New York City has a reputation for being, well, a little impersonal. With about 10 million people concentrated in a region smaller than Rhode Island, it’s easy to get lost in the crowd.
Doug Breismeister, proprietor of his eponymous brand, doesn’t want you to feel adrift in a sea of bicycle-mounted humanity. His made-to-order custom bicycles and attention-garnering paint jobs betray this sentiment.
Breismeister’s beat is his frame building studio in Brooklyn, but as an active rider he escapes the asphalt of the city on longer rides into the suburbs and what little remains of green spaces on Long Island over a variety of broken city pavement, gravel paths, dirt tracks and debris-strewn bike lanes. His iconoclastic, all road bicycles suit the varied surfaces and demands of his home turf.
A sterling example of this type of category-defying steed was the bike that won the Best Gravel Bike award at this year’s NAHBS in Hartford, Connecticut, which Breismeister also brought with him to his third appearance at the Philly Bike Expo. With fillet-brazed Columbus Max tubing, compact double crankset with a wide range rear cogset, disc brakes, and 650b wheels shod with 47c wide tires, it can handle any surface thrown at it. With its use of disc brakes, the coolest thing about this bike is that it can also fit 700c wheels, albeit with slightly narrower tires (35c).
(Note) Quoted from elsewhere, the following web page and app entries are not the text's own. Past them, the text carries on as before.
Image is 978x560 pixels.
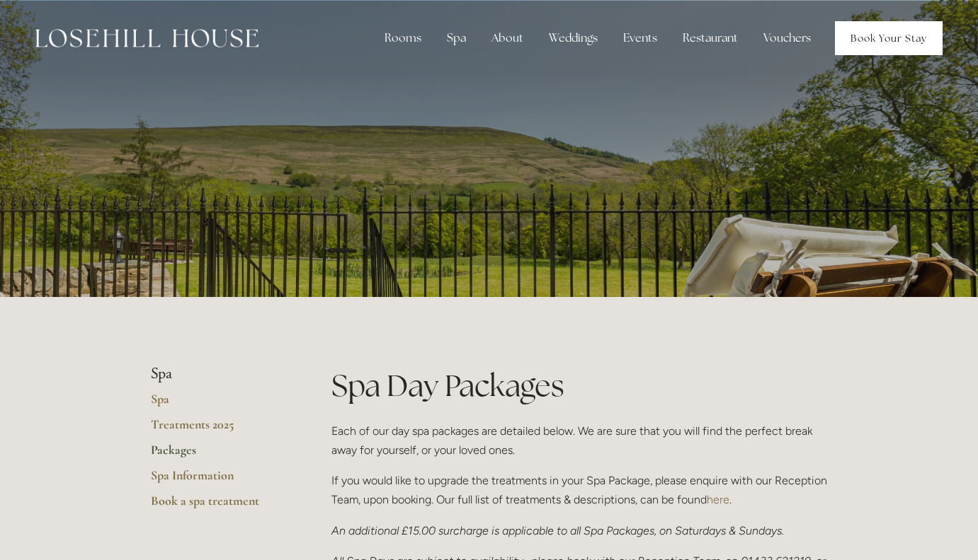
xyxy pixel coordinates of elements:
[331,422,828,459] p: Each of our day spa packages are detailed below. We are sure that you will find the perfect break...
[150,468,286,493] a: Spa Information
[436,24,477,53] div: Spa
[35,29,259,48] img: Losehill House
[374,24,433,53] div: Rooms
[331,525,784,538] em: An additional £15.00 surcharge is applicable to all Spa Packages, on Saturdays & Sundays.
[150,442,286,468] a: Packages
[150,392,286,416] a: Spa
[150,493,286,519] a: Book a spa treatment
[612,24,669,53] div: Events
[707,493,729,506] a: here
[752,24,822,53] a: Vouchers
[150,365,286,384] li: Spa
[835,21,943,56] a: Book Your Stay
[331,471,828,509] p: If you would like to upgrade the treatments in your Spa Package, please enquire with our Receptio...
[480,24,534,53] div: About
[671,24,749,53] div: Restaurant
[537,24,609,53] div: Weddings
[331,365,828,407] h1: Spa Day Packages
[150,416,286,442] a: Treatments 2025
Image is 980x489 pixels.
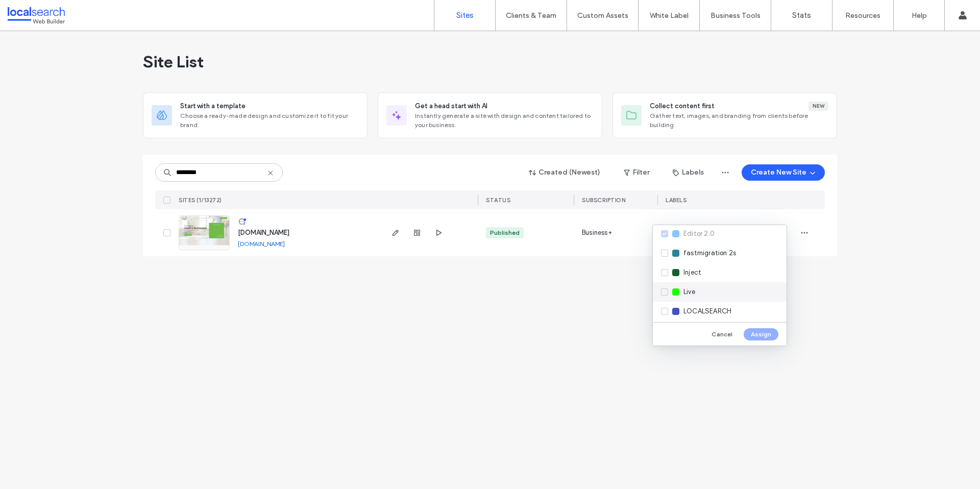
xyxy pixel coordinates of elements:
label: Sites [456,11,474,20]
span: Gather text, images, and branding from clients before building. [650,112,829,129]
button: Filter [613,164,659,181]
a: [DOMAIN_NAME] [238,229,289,237]
div: Collect content firstNewGather text, images, and branding from clients before building. [613,92,837,139]
span: Choose a ready-made design and customize it to fit your brand. [181,112,359,129]
button: Create New Site [742,164,825,181]
label: Help [912,11,927,20]
span: Help [23,7,44,16]
span: Business+ [582,227,612,238]
span: Inject [684,267,701,278]
label: Clients & Team [506,11,556,20]
span: Start with a template [181,101,245,112]
button: Labels [664,164,713,181]
label: Custom Assets [577,11,628,20]
div: Get a head start with AIInstantly generate a site with design and content tailored to your business. [377,92,603,139]
span: Live [684,287,695,297]
a: [DOMAIN_NAME] [238,240,285,247]
span: Get a head start with AI [415,101,488,112]
button: Cancel [704,328,740,340]
label: Business Tools [711,11,760,20]
span: SITES (1/13272) [178,197,222,204]
span: STATUS [486,197,510,204]
div: New [809,102,829,111]
span: fastmigration 2s [684,248,736,258]
label: White Label [650,11,689,20]
button: Created (Newest) [520,164,610,181]
div: Start with a templateChoose a ready-made design and customize it to fit your brand. [143,92,367,139]
label: Stats [792,11,811,20]
span: Site List [143,52,204,72]
div: Published [490,228,519,237]
label: Resources [845,11,881,20]
span: LABELS [666,197,686,204]
span: Collect content first [650,101,715,112]
span: LOCALSEARCH [684,306,731,316]
span: Instantly generate a site with design and content tailored to your business. [415,112,593,129]
span: SUBSCRIPTION [582,197,625,204]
A builder for seven years now, Breismeister’s journey in the cycling world has taken him from a depressed stint as an art student in New York, onto a 3,000 mile bicycle journey to Oregon where he enrolled at Evergreen State College and started racing road and mountain bikes. Following his passion has worked a charm for Breismeister, whose blissful journey on two wheels eventually took him to Santa Cruz, California, hub of the NorCal builder’s scene and in the shadow of fillet-brazing standard-bearer Tom Ritchey.
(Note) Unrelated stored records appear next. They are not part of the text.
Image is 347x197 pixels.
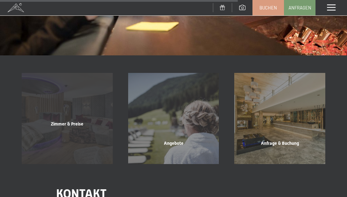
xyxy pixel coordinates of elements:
span: Buchen [259,5,277,11]
span: Zimmer & Preise [51,121,83,126]
a: Im Top-Hotel in Südtirol all inclusive urlauben Zimmer & Preise [14,73,120,164]
a: Buchen [252,0,283,15]
a: Im Top-Hotel in Südtirol all inclusive urlauben Anfrage & Buchung [226,73,333,164]
a: Im Top-Hotel in Südtirol all inclusive urlauben Angebote [120,73,227,164]
span: Anfragen [288,5,311,11]
span: Anfrage & Buchung [261,140,299,145]
a: Anfragen [284,0,315,15]
span: Angebote [164,140,183,145]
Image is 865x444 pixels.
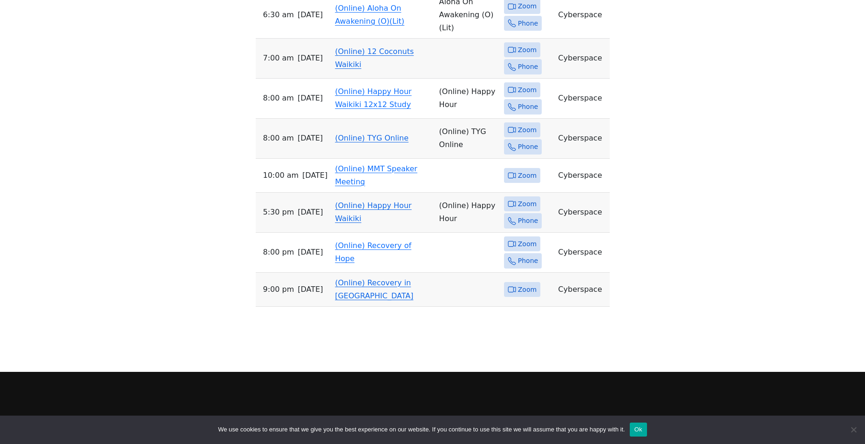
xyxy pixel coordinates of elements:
span: Phone [518,101,538,113]
a: (Online) 12 Coconuts Waikiki [335,47,413,69]
a: (Online) Happy Hour Waikiki 12x12 Study [335,87,411,109]
span: [DATE] [297,52,323,65]
td: (Online) Happy Hour [435,79,500,119]
span: Phone [518,18,538,29]
td: Cyberspace [554,273,609,307]
span: Phone [518,141,538,153]
span: 8:00 AM [263,132,294,145]
span: Zoom [518,44,536,56]
span: Zoom [518,84,536,96]
a: (Online) Happy Hour Waikiki [335,201,411,223]
a: (Online) TYG Online [335,134,408,142]
span: [DATE] [297,246,323,259]
td: Cyberspace [554,79,609,119]
span: 10:00 AM [263,169,299,182]
td: Cyberspace [554,119,609,159]
span: [DATE] [302,169,327,182]
span: No [848,425,858,434]
span: [DATE] [297,206,323,219]
span: [DATE] [297,92,323,105]
td: Cyberspace [554,193,609,233]
td: (Online) Happy Hour [435,193,500,233]
span: Phone [518,215,538,227]
span: Zoom [518,0,536,12]
span: 9:00 PM [263,283,294,296]
span: Phone [518,255,538,267]
span: Phone [518,61,538,73]
span: [DATE] [297,132,323,145]
td: (Online) TYG Online [435,119,500,159]
td: Cyberspace [554,159,609,193]
td: Cyberspace [554,39,609,79]
span: Zoom [518,170,536,182]
td: Cyberspace [554,233,609,273]
span: [DATE] [297,8,323,21]
span: 5:30 PM [263,206,294,219]
span: We use cookies to ensure that we give you the best experience on our website. If you continue to ... [218,425,624,434]
span: 8:00 PM [263,246,294,259]
span: 7:00 AM [263,52,294,65]
a: (Online) MMT Speaker Meeting [335,164,417,186]
span: Zoom [518,284,536,296]
a: (Online) Recovery in [GEOGRAPHIC_DATA] [335,278,413,300]
span: Zoom [518,198,536,210]
span: Zoom [518,124,536,136]
span: 8:00 AM [263,92,294,105]
span: 6:30 AM [263,8,294,21]
a: (Online) Recovery of Hope [335,241,411,263]
span: Zoom [518,238,536,250]
button: Ok [629,423,647,437]
a: (Online) Aloha On Awakening (O)(Lit) [335,4,404,26]
span: [DATE] [297,283,323,296]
“When I was in Santa Cruz, I fell in love with fillet-brazed bikes, in particular Mountain Goats, Moots and Ritcheys,” said Breismeister.
As a denizen of the Pacific Northwest for so many years during the 1990s, Breismeister’s role as a road, cyclocross and mountain bike racer cultivated a love of green spaces and the great outdoors. It’s clearly gotten under his skin, because when he returned to the Big Apple in the 21st century, his sojourns into the greener suburbs made him see the need for bicycles that could handle both urban jungle and suburban paths with equal aplomb.
“The all road bike is the most versatile beast out there,” he says.
As category-defying as Breismeister’s bikes seem to be, he does retain a dose of tradition through his exclusive use of steel tubing, and custom-painted top-tube mounted Silca pumps that were a mainstay of every custom builder’s offerings during the 1980s. And in addition to the all-road designs that have won him awards, Breismeister also offers representative bikes of more traditional categories like road and cyclocross.
The paint? Well that’s out of the eighties as well, with Miami Vice-like pastels, and fade jobs with matching or appropriately constrasting painted stems and seatposts. Ben Falcon Paint handles these distinctive paint schemes, whose retro gaud stops well short of being tacky or undignified.
It’s a marker of personal style for the 6’3″ Breismeister, who wears a bright pink t-shirt to promote his brand. It’s also a reminder that all bikes are personal, not just for the customer, but for the builder as well. If certain unique tastes and personal touches are not reflected in the builder’s creations, then maybe those bicycles haven’t been adequately shaped by the builder’s – the artist’s – passions.
And it is this passion that both sustains Breismeister’s craft, and wins him praise and support from others. He acknowledges the kindness of past landlords that have hosted his frame shop, who have extended him very low rents because they themselves were in the metalcraft business, or simply because they saw that he loves what he makes.
“I guess every frame builder probably says this, but I build because I’m passionate about it,” he says. “It’s a privilege to be able to do this.”